Although there's only one gallery in the museum with its own window, Libeskind has provided a spectacularly angled 120-ft.-high atrium that fills with light, which it communicates to any of the many galleries that have sight lines leading to it. And what light. He has positioned the atrium's windows so that it cascades in sheets or cuts oblique shafts through the air that mimic the diagonals of the walls and stairways, as though the sun itself had been recruited into his angular scheme. Architects are not known as humble souls, especially in this era of global stars. Yet what can you do but smile when one of them demonstrates that even the elements can be bent, literally, to his will?
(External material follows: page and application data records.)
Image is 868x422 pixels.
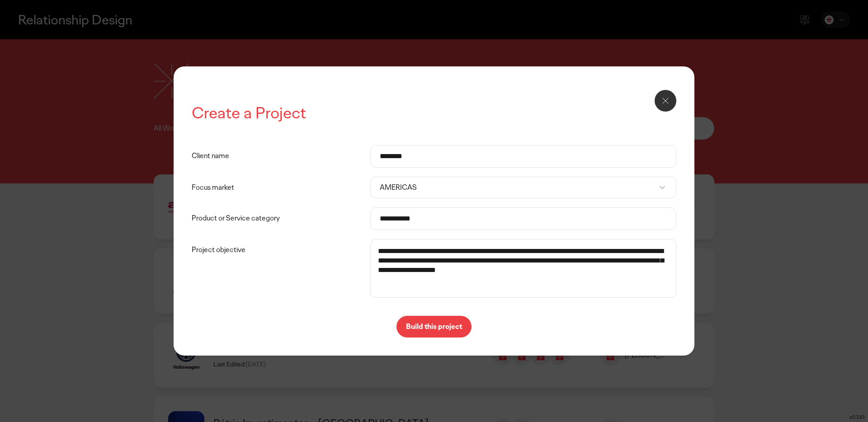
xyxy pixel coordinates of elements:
button: Build this project [396,316,472,337]
p: Build this project [406,323,462,330]
h2: Create a Project [191,103,676,124]
label: Product or Service category [191,207,370,229]
label: Focus market [191,177,370,198]
label: Project objective [191,239,370,261]
p: AMERICAS [380,183,658,193]
label: Client name [191,145,370,167]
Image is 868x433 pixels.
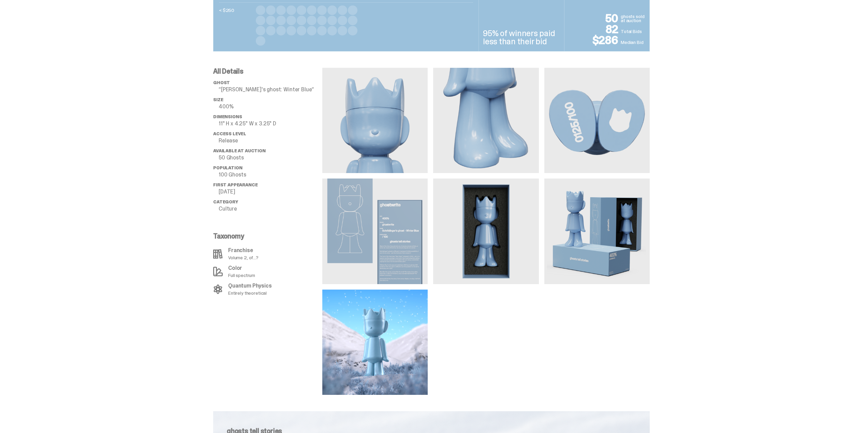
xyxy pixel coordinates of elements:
img: media gallery image [433,68,539,173]
p: Culture [219,206,322,212]
img: media gallery image [544,179,650,284]
p: Franchise [228,248,258,253]
p: 11" H x 4.25" W x 3.25" D [219,121,322,126]
p: Volume 2, of...? [228,255,258,260]
span: Population [214,165,242,171]
span: Dimensions [214,114,242,119]
img: media gallery image [322,290,428,395]
p: 50 Ghosts [219,155,322,160]
img: media gallery image [433,179,539,284]
p: Taxonomy [214,233,318,240]
span: Available at Auction [214,148,266,154]
p: ghosts sold at auction [621,15,645,24]
p: $286 [569,35,621,45]
p: Release [219,138,322,143]
p: 95% of winners paid less than their bid [483,29,560,45]
p: [DATE] [219,190,322,195]
p: 50 [569,13,621,24]
img: media gallery image [322,68,428,173]
p: All Details [214,68,322,75]
p: 82 [569,24,621,35]
p: Total Bids [621,28,645,35]
p: < $250 [219,5,253,45]
span: First Appearance [214,182,257,188]
p: Entirely theoretical [228,290,272,296]
p: “[PERSON_NAME]'s ghost: Winter Blue” [219,87,322,92]
span: Access Level [214,131,246,136]
p: Full spectrum [228,273,255,278]
p: 400% [219,104,322,109]
p: 100 Ghosts [219,172,322,178]
img: media gallery image [322,179,428,284]
p: Color [228,266,255,271]
p: Median Bid [621,39,645,45]
p: Quantum Physics [228,284,272,289]
span: Size [214,97,223,102]
span: ghost [214,80,230,86]
span: Category [214,199,238,205]
img: media gallery image [544,68,650,173]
A design as powerful as this can be a problem as a setting for art. The big question hanging over Libeskind's irregular galleries is whether they will overwhelm the art--the eternal accusation against the mighty rotunda of Frank Lloyd Wright's Guggenheim Museum in Manhattan. As it turns out, for a good deal of modern and contemporary art, Libeskind's careening lines provide a perfect force field, a reminder of the dynamic rethinking of space that was behind so much of modern art to begin with. Naturally, Cubist work looks right at home here. Likewise the angular channels of Frank Stella's shaped canvases. Even Donald Judd's no-nonsense boxes look better with something to play against.
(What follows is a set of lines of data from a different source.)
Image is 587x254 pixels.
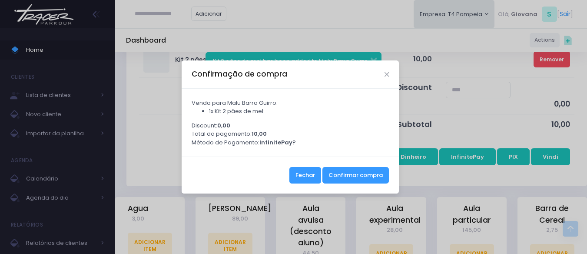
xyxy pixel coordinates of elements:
button: Close [384,72,389,76]
h5: Confirmação de compra [192,69,287,79]
strong: 10,00 [251,129,267,138]
div: Venda para Malu Barra Guirro: Discount: Total do pagamento: Método de Pagamento: ? [182,89,399,156]
button: Confirmar compra [322,167,389,183]
button: Fechar [289,167,321,183]
li: 1x Kit 2 pães de mel: [209,107,389,116]
strong: InfinitePay [259,138,292,146]
strong: 0,00 [217,121,230,129]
Anything gentler or more sinuous may have a harder time. A multipart installation by Betty Woodman, the ceramic artist whose work is full of liquid lines, looks like somebody dropped a Matisse into The Cabinet of Dr. Caligari. And Libeskind's plunging vectors will never be the ideal resting place for Vermeer or Monet--which might explain why the Denver museum will continue to house most of its older art in the more conventional galleries of the Ponti building. Daniel Kohl, the museum's installation designer, has taken on the job of mediating between Libeskind's building and the art, mostly by way of partitions that softly mimic Libeskind's angles in ways that bring the pictures to a soft landing.

One complaint that's brought against Libeskind is that, like Gehry's, his unruly creations refuse to blend into their surroundings. But Denver has given Libeskind an unusual opportunity to prove that at the very least, his buildings can coexist happily with others like them. Directly across from his museum, he has designed a six-story condo building. Most of the walls are perpendicular to the floor, but the apartments feature just enough of his prismatic layouts and angled passageways to allow buyers to imagine that the muses themselves will turn up at the closing to applaud. The developer, George Thorn, is happy to tell you that in a city where Rocky Mountain views are usually the ones to go for, the units on the side facing the museum sold first.
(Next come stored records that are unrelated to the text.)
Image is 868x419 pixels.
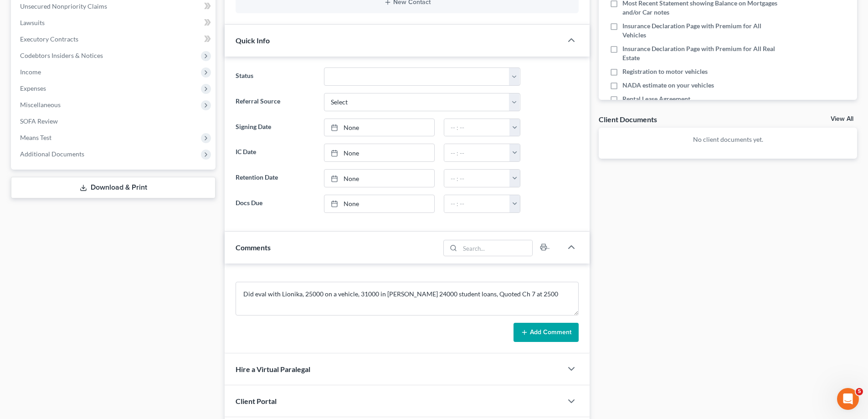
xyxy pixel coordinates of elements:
div: Client Documents [599,114,657,124]
span: Hire a Virtual Paralegal [236,364,310,373]
span: Insurance Declaration Page with Premium for All Real Estate [622,44,785,63]
span: Unsecured Nonpriority Claims [20,2,107,10]
label: IC Date [231,144,319,162]
label: Status [231,67,319,86]
span: Registration to motor vehicles [622,67,708,76]
span: Means Test [20,133,52,141]
input: -- : -- [444,144,510,161]
span: 5 [855,388,863,395]
span: Insurance Declaration Page with Premium for All Vehicles [622,21,785,40]
label: Docs Due [231,194,319,213]
label: Referral Source [231,93,319,111]
span: Additional Documents [20,150,84,158]
input: Search... [460,240,532,256]
iframe: Intercom live chat [837,388,858,409]
input: -- : -- [444,170,510,186]
span: SOFA Review [20,117,58,125]
a: None [325,119,434,136]
input: -- : -- [444,195,510,213]
span: NADA estimate on your vehicles [622,81,714,90]
span: Income [20,68,41,75]
a: None [325,144,434,161]
a: Executory Contracts [13,31,216,48]
input: -- : -- [444,119,510,136]
a: Lawsuits [13,14,216,31]
span: Rental Lease Agreement [622,94,690,103]
span: Comments [236,243,271,252]
p: No client documents yet. [606,135,850,144]
span: Executory Contracts [20,35,79,43]
a: View All [831,116,854,122]
a: None [325,170,434,186]
a: None [325,195,434,213]
label: Signing Date [231,118,319,136]
span: Codebtors Insiders & Notices [20,52,103,60]
span: Client Portal [236,397,277,406]
label: Retention Date [231,169,319,187]
span: Expenses [20,84,46,92]
a: SOFA Review [13,113,216,129]
span: Quick Info [236,36,270,44]
span: Lawsuits [20,19,44,26]
a: Download & Print [11,177,216,198]
button: Add Comment [513,323,578,342]
span: Miscellaneous [20,101,60,109]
Libeskind likes to point to those mountains as one of his inspirations. And it's true that the peaks rising just to the west of Denver call to mind the museum's wind-sheared escarpments. But to arrive at the deeper sources of his work, you need to go beyond landscape into history. A place to start is with the unmistakable traces of the Russian Constructivists. Flourishing just before and after the Russian Revolution and eventually crushed by it, they produced drawings and sculptural projects that would dismember Renaissance space. In Libeskind's knife-edged obliques, the interrupted discoveries of Vladimir Tatlin and El Lissitzky are brought back to life.

But it would be a mistake to comb through Libeskind's work looking for this or that historical ancestor. He's not conducting a seminar on the past. He's looking for ways to restore to architecture the intricacies that Modernism wrung out. "You could just as well say the inspiration also comes from the Baroque era," he says, "that desire to complicate space." What he proves with this tour de force in Denver is that sometimes complications are just the thing we've been looking for.